Clinical and Immunological Characteristics of Overlap Syndromes in Pediatric Patients at a Tertiary Care Hospital in Mexico

Authors

  • Héctor Menchaca-Aguayo
  • DESHIRE ALPIZAR RODRIGUEZ
  • Beatriz Chura-Chipana
  • Enrique Faugier-Fuentes

Keywords:

overlap syndrome, Pediatric Rheumatology, systemic lupus erythematosus, juvenile dermatomyositis

Abstract

Introduction

Overlap syndromes in pediatric rheumatology represent a challenge in diagnosis and treatment due to the coexistence of clinical and immunological features of two or more systemic autoimmune diseases such as systemic lupus erythematosus (SLE), juvenile dermatomyositis (JDM) and juvenile idiopathic arthritis (JIA), among others. The information available at the international level is limited and no specific epidemiological data are available for the pediatric population in Mexico.

Objective

To clinically and immunologically characterize patients with a confirmed diagnosis of overlap syndrome seen at the Federico Gómez Children's Hospital of Mexico.

Methodology

Retrospective longitudinal study. Information was obtained from the records of patients who attended between 2014 and 2024. Clinical and immunological variables and 12-month evolution were recorded. Patients were classified into complete remission, partial remission, or persistence of activity according to criteria for each disease. Univariable and multivariable analysis was performed to explore baseline factors associated with presenting the most frequent overlap diagnosis and associated with complete remission of activity or partial remission/persistence at 1 year.

Results
A total of 188 files were reviewed, of which 30 met the inclusion criteria. Female sex was predominant (66.7%), with a median age at initial diagnosis of 11 years. With a time interval between first and second diagnosis of 12.8 months (ICR 25%-75% 11-16 months). The most frequent initial diagnoses were SLE in 40%, JIA in 23.3% and JDM in 16.7%. JDM was the most frequent overlapping diagnosis (33.3%). Being older at initial diagnosis (MR 1.88, 95% CI 1.04-3.39) and the presence of heliotrope rash (MR 40.8, 95% CI 2.09-797.8) were found to be associated with subsequent diagnosis of JDM in the multivariable analysis adjusted for sex. In univariable analysis comparing disease activity groups, the presence of symptoms such as heliotrope rash, sclerodactyly and muscle weakness were associated with achieving complete remission at 12 months (p=0.03). Patients with a first diagnosis of SLE, pleural effusion, and low complement C3-C4 levels more frequently presented partial or persistent remission (p=0.04, p=0.02, and p=0.03, respectively) (Table). However, these associations did not persist in age-adjusted multivariable analysis.

Conclusions
Age and the presence of specific clinical manifestations at diagnosis of a first systemic autoimmune disease are associated with the overlap of a second disease. Manifestations such as pleural effusion or complement consumption could help to predict the clinical course of the disease in pediatric patients diagnosed with overlap syndrome.

Publication Facts

Metric
This article
Other articles
Peer reviewers 
0
2.4

Reviewer profiles  N/A

Author statements

Author statements
This article
Other articles
Data availability 
N/A
16%
External funding 
N/A
32%
Competing interests 
No
11%
Metric
This journal
Other journals
Articles accepted 
20%
33%
Days to publication 
120
145

Indexed in

Editor & editorial board
profiles
Academic society 
N/A

Published

2025-11-11

How to Cite

1.
Menchaca-Aguayo H, ALPIZAR RODRIGUEZ D, Chura-Chipana B, Faugier-Fuentes E. Clinical and Immunological Characteristics of Overlap Syndromes in Pediatric Patients at a Tertiary Care Hospital in Mexico. Invest. Discapacidad [Internet]. 2025 Nov. 11 [cited 2025 Nov. 19];11(S1). Available from: https://dsm.inr.gob.mx/indiscap/index.php/INDISCAP/article/view/525

Most read articles by the same author(s)

Similar Articles

1 2 3 4 5 6 7 8 > >> 

You may also start an advanced similarity search for this article.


■ EXERCISE INSTRUCTIONS ■
Go line by line through the data and copy those with the word "content".

■ SOURCE MATERIAL ■
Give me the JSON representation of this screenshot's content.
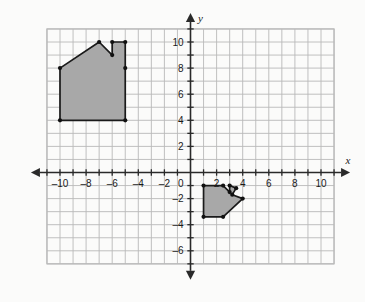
{
  "chart_data": {
    "type": "scatter",
    "title": "",
    "xlabel": "x",
    "ylabel": "y",
    "xlim": [
      -11.5,
      11.5
    ],
    "ylim": [
      -7.5,
      11.5
    ],
    "grid": true,
    "grid_step": 1,
    "legend": "none",
    "x_tick_labels": [
      "-10",
      "-8",
      "-6",
      "-4",
      "-2",
      "2",
      "4",
      "6",
      "8",
      "10"
    ],
    "x_tick_values": [
      -10,
      -8,
      -6,
      -4,
      -2,
      2,
      4,
      6,
      8,
      10
    ],
    "y_tick_labels": [
      "10",
      "8",
      "6",
      "4",
      "2",
      "-2",
      "-4",
      "-6"
    ],
    "y_tick_values": [
      10,
      8,
      6,
      4,
      2,
      -2,
      -4,
      -6
    ],
    "origin_label": "0",
    "series": [
      {
        "name": "large-house-polygon",
        "type": "polygon",
        "fill": "#a8a8a8",
        "stroke": "#1a1a1a",
        "vertices": [
          [
            -10,
            8
          ],
          [
            -7,
            10
          ],
          [
            -6,
            9
          ],
          [
            -6,
            10
          ],
          [
            -5,
            10
          ],
          [
            -5,
            8
          ],
          [
            -5,
            4
          ],
          [
            -10,
            4
          ]
        ]
      },
      {
        "name": "small-house-polygon",
        "type": "polygon",
        "fill": "#a8a8a8",
        "stroke": "#1a1a1a",
        "vertices": [
          [
            1,
            -1
          ],
          [
            2.5,
            -1
          ],
          [
            3,
            -1.5
          ],
          [
            3,
            -1
          ],
          [
            3.5,
            -1.2
          ],
          [
            3.2,
            -1.7
          ],
          [
            4,
            -2
          ],
          [
            2.5,
            -3.4
          ],
          [
            1,
            -3.4
          ]
        ]
      }
    ]
  },
  "colors": {
    "background": "#fbfbfa",
    "grid_line": "#b9b9b9",
    "axis_line": "#2a2a2a",
    "plot_border": "#b9b9b9",
    "shape_fill": "#a8a8a8",
    "shape_stroke": "#1a1a1a",
    "vertex_dot": "#111111",
    "text": "#1a1a1a"
  },
  "axis_labels": {
    "x": "x",
    "y": "y"
  }
}
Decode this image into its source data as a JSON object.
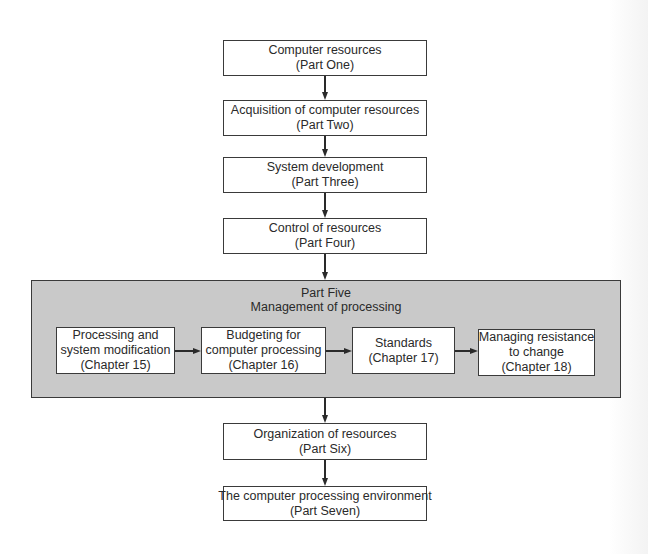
{
  "diagram": {
    "type": "flowchart",
    "nodes": [
      {
        "id": "p1",
        "line1": "Computer resources",
        "line2": "(Part One)"
      },
      {
        "id": "p2",
        "line1": "Acquisition of computer resources",
        "line2": "(Part Two)"
      },
      {
        "id": "p3",
        "line1": "System development",
        "line2": "(Part Three)"
      },
      {
        "id": "p4",
        "line1": "Control of resources",
        "line2": "(Part Four)"
      },
      {
        "id": "p6",
        "line1": "Organization of resources",
        "line2": "(Part Six)"
      },
      {
        "id": "p7",
        "line1": "The computer processing environment",
        "line2": "(Part Seven)"
      }
    ],
    "part_five": {
      "title_line1": "Part Five",
      "title_line2": "Management of processing",
      "fill_color": "#c9c9c9",
      "chapters": [
        {
          "id": "c15",
          "lines": [
            "Processing and",
            "system modification",
            "(Chapter 15)"
          ]
        },
        {
          "id": "c16",
          "lines": [
            "Budgeting for",
            "computer processing",
            "(Chapter 16)"
          ]
        },
        {
          "id": "c17",
          "lines": [
            "Standards",
            "(Chapter 17)"
          ]
        },
        {
          "id": "c18",
          "lines": [
            "Managing resistance",
            "to change",
            "(Chapter 18)"
          ]
        }
      ]
    },
    "edges": [
      [
        "p1",
        "p2"
      ],
      [
        "p2",
        "p3"
      ],
      [
        "p3",
        "p4"
      ],
      [
        "p4",
        "part_five"
      ],
      [
        "c15",
        "c16"
      ],
      [
        "c16",
        "c17"
      ],
      [
        "c17",
        "c18"
      ],
      [
        "part_five",
        "p6"
      ],
      [
        "p6",
        "p7"
      ]
    ]
  }
}
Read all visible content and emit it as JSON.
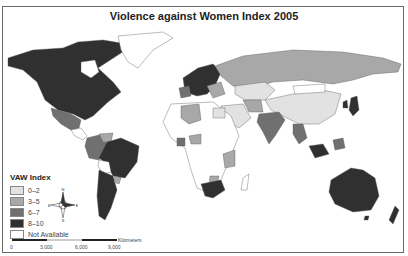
{
  "title": "Violence against Women Index 2005",
  "legend": {
    "title": "VAW Index",
    "items": [
      {
        "label": "0–2",
        "color": "#e2e2e2"
      },
      {
        "label": "3–5",
        "color": "#a8a8a8"
      },
      {
        "label": "6–7",
        "color": "#707070"
      },
      {
        "label": "8–10",
        "color": "#303030"
      },
      {
        "label": "Not Available",
        "color": "#ffffff"
      }
    ]
  },
  "scale_bar": {
    "unit": "Kilometers",
    "ticks": [
      "0",
      "3,000",
      "6,000",
      "9,000"
    ]
  },
  "compass": {
    "n": "N",
    "s": "S",
    "e": "E",
    "w": "W"
  },
  "regions": [
    {
      "name": "North America (US/Canada)",
      "class": "8-10"
    },
    {
      "name": "Mexico",
      "class": "6-7"
    },
    {
      "name": "Greenland",
      "class": "Not Available"
    },
    {
      "name": "Brazil",
      "class": "8-10"
    },
    {
      "name": "Argentina/Chile",
      "class": "8-10"
    },
    {
      "name": "Peru/Colombia",
      "class": "6-7"
    },
    {
      "name": "Northern Europe",
      "class": "8-10"
    },
    {
      "name": "Russia",
      "class": "3-5"
    },
    {
      "name": "China",
      "class": "0-2"
    },
    {
      "name": "Kazakhstan",
      "class": "0-2"
    },
    {
      "name": "India",
      "class": "6-7"
    },
    {
      "name": "Algeria",
      "class": "3-5"
    },
    {
      "name": "South Africa",
      "class": "8-10"
    },
    {
      "name": "Australia",
      "class": "8-10"
    },
    {
      "name": "New Zealand",
      "class": "8-10"
    },
    {
      "name": "Japan",
      "class": "8-10"
    }
  ]
}
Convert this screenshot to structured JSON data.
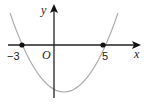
{
  "diagram": {
    "type": "parabola-graph",
    "axes": {
      "x_label": "x",
      "y_label": "y",
      "origin_label": "O"
    },
    "roots": [
      {
        "value": -3,
        "label": "−3"
      },
      {
        "value": 5,
        "label": "5"
      }
    ],
    "curve": {
      "description": "upward-opening parabola through (-3,0) and (5,0)",
      "vertex_x": 1,
      "color": "#aaaaaa"
    },
    "colors": {
      "axis": "#222222",
      "curve": "#aaaaaa",
      "point": "#111111"
    }
  }
}
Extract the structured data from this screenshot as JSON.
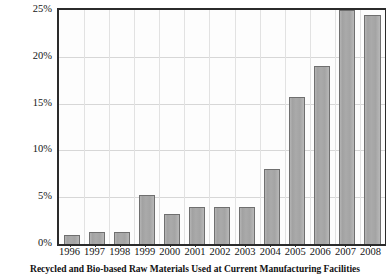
{
  "chart_data": {
    "type": "bar",
    "title": "",
    "xlabel": "",
    "ylabel": "",
    "ylim": [
      0,
      25
    ],
    "ytick_labels": [
      "0%",
      "5%",
      "10%",
      "15%",
      "20%",
      "25%"
    ],
    "ytick_values": [
      0,
      5,
      10,
      15,
      20,
      25
    ],
    "grid": true,
    "legend": "none",
    "categories": [
      "1996",
      "1997",
      "1998",
      "1999",
      "2000",
      "2001",
      "2002",
      "2003",
      "2004",
      "2005",
      "2006",
      "2007",
      "2008"
    ],
    "values": [
      1.0,
      1.3,
      1.3,
      5.2,
      3.2,
      4.0,
      4.0,
      4.0,
      8.0,
      15.7,
      19.0,
      25.0,
      24.5
    ],
    "value_labels": [
      "1%",
      "1.3%",
      "1.3%",
      "5.2%",
      "3.2%",
      "4%",
      "4%",
      "4%",
      "8%",
      "15.7%",
      "19%",
      "25%",
      "24.5%"
    ],
    "bar_color": "#a8a8a8",
    "bar_border_color": "#6f6f6f",
    "grid_color": "#d7d7d7",
    "axis_color": "#2b2b2b",
    "background": "#ffffff"
  },
  "caption": {
    "text": "Recycled and Bio-based Raw Materials Used at Current Manufacturing Facilities"
  }
}
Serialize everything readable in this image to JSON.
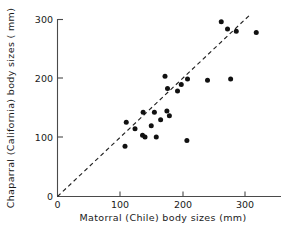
{
  "chart_data": {
    "type": "scatter",
    "title": "",
    "xlabel": "Matorral (Chile) body sizes  (mm)",
    "ylabel": "Chaparral (California) body sizes ( mm)",
    "xlim": [
      0,
      345
    ],
    "ylim": [
      0,
      312
    ],
    "xticks": [
      0,
      100,
      200,
      300
    ],
    "xtick_labels": [
      "0",
      "100",
      "200",
      "300"
    ],
    "yticks": [
      0,
      100,
      200,
      300
    ],
    "ytick_labels": [
      "0",
      "100",
      "200",
      "300"
    ],
    "grid": false,
    "legend": false,
    "annotations": [
      {
        "name": "one-to-one-reference-line",
        "type": "dashed-line",
        "from": [
          0,
          0
        ],
        "to": [
          310,
          310
        ],
        "style": "dashed"
      }
    ],
    "series": [
      {
        "name": "species-body-size-pairs",
        "marker": "filled-circle",
        "color": "#111111",
        "points": [
          [
            108,
            85
          ],
          [
            110,
            126
          ],
          [
            124,
            115
          ],
          [
            136,
            104
          ],
          [
            140,
            101
          ],
          [
            137,
            143
          ],
          [
            155,
            143
          ],
          [
            158,
            101
          ],
          [
            172,
            204
          ],
          [
            175,
            145
          ],
          [
            176,
            183
          ],
          [
            179,
            137
          ],
          [
            192,
            179
          ],
          [
            207,
            95
          ],
          [
            208,
            199
          ],
          [
            240,
            197
          ],
          [
            262,
            296
          ],
          [
            272,
            284
          ],
          [
            277,
            199
          ],
          [
            286,
            280
          ],
          [
            318,
            278
          ],
          [
            150,
            120
          ],
          [
            165,
            130
          ],
          [
            198,
            190
          ]
        ]
      }
    ]
  },
  "axes": {
    "x_title": "Matorral (Chile) body sizes  (mm)",
    "y_title": "Chaparral (California) body sizes ( mm)",
    "x_tick_labels": [
      "0",
      "100",
      "200",
      "300"
    ],
    "y_tick_labels": [
      "0",
      "100",
      "200",
      "300"
    ]
  },
  "colors": {
    "marker": "#111111",
    "axis": "#4a4a4a",
    "reference_line": "#222222",
    "background": "#ffffff"
  }
}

■ SOLUTION FOR THIS EXERCISE ■
Give me the JSON representation of this screenshot's content.
Read all visible content and emit it as JSON.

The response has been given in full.